[quote]GDollars37 wrote:
jsbrook wrote:
No point in continuing this thread. The anti-Israel folks don’t even have facts to support their vitriol or know the history.
FYI, Israel offered to give up 95% of the disputed lands in 2000 at the Camp David Summit.
That’s incredibly simplistic. You either don’t know what the real reasons for the impasse were, or you’re ignoring them. The issue of an Israeli road bisecting Palestinian territory has been mentioned more than once now. East Jerusalem is another issue. And the right of return is another, although that will never happen. The Israelis made an offer they knew Arafat could not accept. The “anti-Israel” Western media bought it, hook, line and sinker.
…
And it’s kind of funny how “the disputed lands” suddenly becomes just the West Bank and Gaza, as though all of Israel proper just magically appeared in the hands of Jewish settlers (hint: ethnic cleansing played more than a small role, as even right-wing Israeli historians like Benny Morris concede).[/quote]
And from this last paragraph, are we to conclude, as you seem to, that “all of Israel proper” has no right to exist as a state–not within borders of 2000 at Camp David, or 1967, or 1948, or 1947? Must the Palestinian “West Bank” refer to the territory as defined by Hamas, that is, all the land from the Jordan to the Mediterranean?
What makes that position–which you barely occlude–legitimate? Not land claims–those belong to the Ottomans and the British Mandate, which held most of the territories in the cartoon map at the head of this thread, or to the absentee landlords of Beirut and Damascus. Legitimate because of the suffering endured by the Palestinians themselves, held captives in refugee camps, not by Israelis, but by their Arab brothers? Don’t bother to answer, GKD; you have your opinions washed in a small reservoir of highly selected “facts.”
Speaking of which, I do not know what fulcrum you must stand upon to call the (disputable) revisionist historian, Benny Morris, a “right-winger.” From a review from his work:
Morris argues that the 700,000 Palestinians who fled their homes in 1947 left mostly due to Israeli military attacks, but also due to fear of impending Israeli attack, fear of being caught up in fighting, and expulsions, but not as the result of an expulsion policy…
The book shows a map of 228 empty Palestinian villages, and attempts to explain why the villagers left. In 41 villages, he writes that the inhabitants were expelled by military forces; in another 90 villages, that the inhabitants panicked because of attacks on other villages, and fled. In six villages, he writes, the inhabitants left under instructions from local Palestinian authorities. He was unable to find out why another 46 villages were abandoned.
Your heavy “hint” about “ethnic cleansing” needs thought and perspective. How is that quantified? It isn’t. In the excerpt above, it is not clear which “military forces” caused the expulsion of the nakba. Some Palestinians remember, for example, that they fled before Israeli tanks. But Israel had no tanks in 1948; their villages were emptied by Egyptian tanks, and by the British-trained army of Transjordan. As well, blame Arab provocateurs, who hoped that rumors of Zionist expulsions would incite solidarity, only to instill fear and panic, and perpetuate the abandonment of their towns and homes. Why would renters stand and fight when their Arab brothers’ armies would vanquish the “invaders?”
The panic had many fathers. There were Zionists who promoted the expulsion or their neighbors, and there were many Zionists who fervently opposed it.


# YOUR TASK
The answer must be every line of the records below that holds the word "dropdown".

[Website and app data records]
* * * * *

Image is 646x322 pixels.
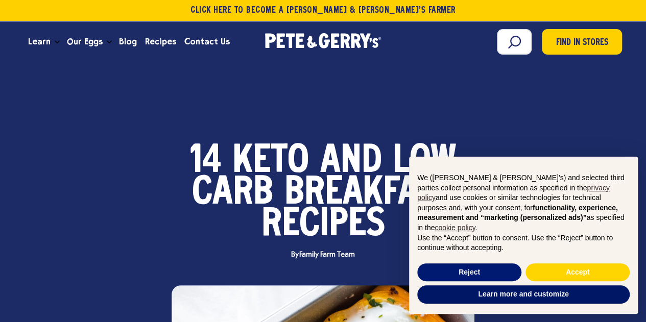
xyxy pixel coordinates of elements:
[192,178,273,209] span: Carb
[541,29,622,55] a: Find in Stores
[119,35,137,48] span: Blog
[417,285,629,304] button: Learn more and customize
[180,28,234,56] a: Contact Us
[145,35,176,48] span: Recipes
[417,233,629,253] p: Use the “Accept” button to consent. Use the “Reject” button to continue without accepting.
[556,36,608,50] span: Find in Stores
[67,35,103,48] span: Our Eggs
[28,35,51,48] span: Learn
[55,40,60,44] button: Open the dropdown menu for Learn
[497,29,531,55] input: Search
[63,28,107,56] a: Our Eggs
[24,28,55,56] a: Learn
[434,224,475,232] a: cookie policy
[286,251,359,259] span: By
[417,263,521,282] button: Reject
[115,28,141,56] a: Blog
[141,28,180,56] a: Recipes
[261,209,385,241] span: Recipes
[184,35,230,48] span: Contact Us
[233,146,309,178] span: Keto
[190,146,221,178] span: 14
[320,146,382,178] span: and
[401,148,646,322] div: Notice
[107,40,112,44] button: Open the dropdown menu for Our Eggs
[525,263,629,282] button: Accept
[284,178,454,209] span: Breakfast
[417,173,629,233] p: We ([PERSON_NAME] & [PERSON_NAME]'s) and selected third parties collect personal information as s...
[299,251,354,259] span: Family Farm Team
[393,146,456,178] span: Low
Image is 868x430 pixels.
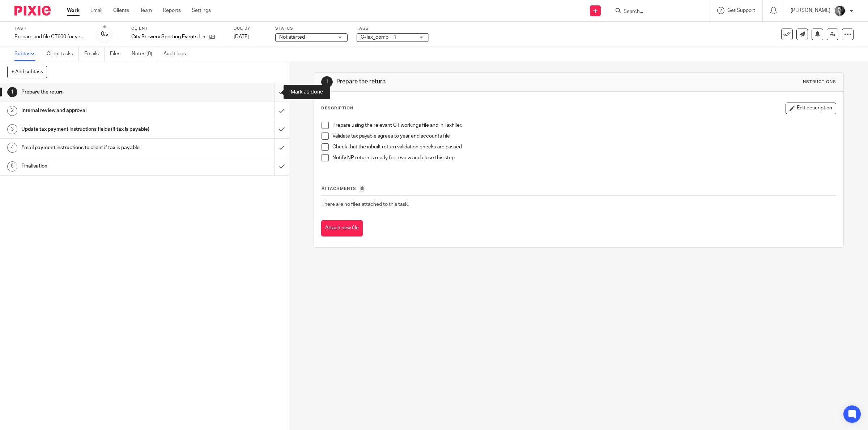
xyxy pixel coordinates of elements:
span: There are no files attached to this task. [321,202,409,207]
div: 4 [7,143,17,153]
span: Attachments [321,187,356,191]
span: Not started [279,35,305,40]
div: 0 [101,30,108,38]
a: Files [110,47,126,61]
h1: Finalisation [21,161,185,171]
p: Validate tax payable agrees to year end accounts file [332,133,836,140]
label: Task [15,26,87,31]
p: Notify NP return is ready for review and close this step [332,154,836,161]
div: 1 [7,87,17,97]
div: 2 [7,106,17,116]
h1: Prepare the return [21,86,185,97]
p: Description [321,105,354,111]
p: [PERSON_NAME] [791,7,830,14]
button: Edit description [786,103,836,115]
span: C-Tax_comp + 1 [360,35,396,40]
h1: Internal review and approval [21,105,185,116]
span: Get Support [727,8,755,13]
div: Instructions [801,79,836,85]
div: 5 [7,161,17,171]
h1: Prepare the return [336,78,594,86]
p: Check that the inbuilt return validation checks are passed [332,143,836,151]
a: Work [67,7,79,14]
p: Prepare using the relevant CT workings file and in TaxFiler. [332,122,836,129]
a: Email [91,7,102,14]
input: Search [622,9,687,15]
small: /5 [104,32,108,36]
h1: Update tax payment instructions fields (if tax is payable) [21,124,185,135]
a: Settings [191,7,211,14]
a: Client tasks [47,47,79,61]
a: Subtasks [15,47,41,61]
label: Status [275,26,348,31]
span: [DATE] [233,35,249,40]
a: Clients [113,7,129,14]
label: Client [131,26,224,31]
div: Prepare and file CT600 for year ended ...11/24 [15,33,87,40]
img: DSC_9061-3.jpg [833,5,846,16]
a: Reports [162,7,181,14]
img: Pixie [15,6,50,16]
div: 3 [7,124,17,134]
label: Due by [233,26,266,31]
a: Notes (0) [132,47,158,61]
label: Tags [356,26,429,31]
a: Emails [84,47,105,61]
div: 1 [321,77,333,88]
p: City Brewery Sporting Events Limited [131,33,206,40]
h1: Email payment instructions to client if tax is payable [21,143,185,153]
button: Attach new file [321,221,363,236]
a: Audit logs [163,47,191,61]
a: Team [140,7,152,14]
button: + Add subtask [7,66,47,78]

* * * * *

# ANSWER TO THE EXERCISE
[55,40,60,44] button: Open the dropdown menu for Learn
[107,40,112,44] button: Open the dropdown menu for Our Eggs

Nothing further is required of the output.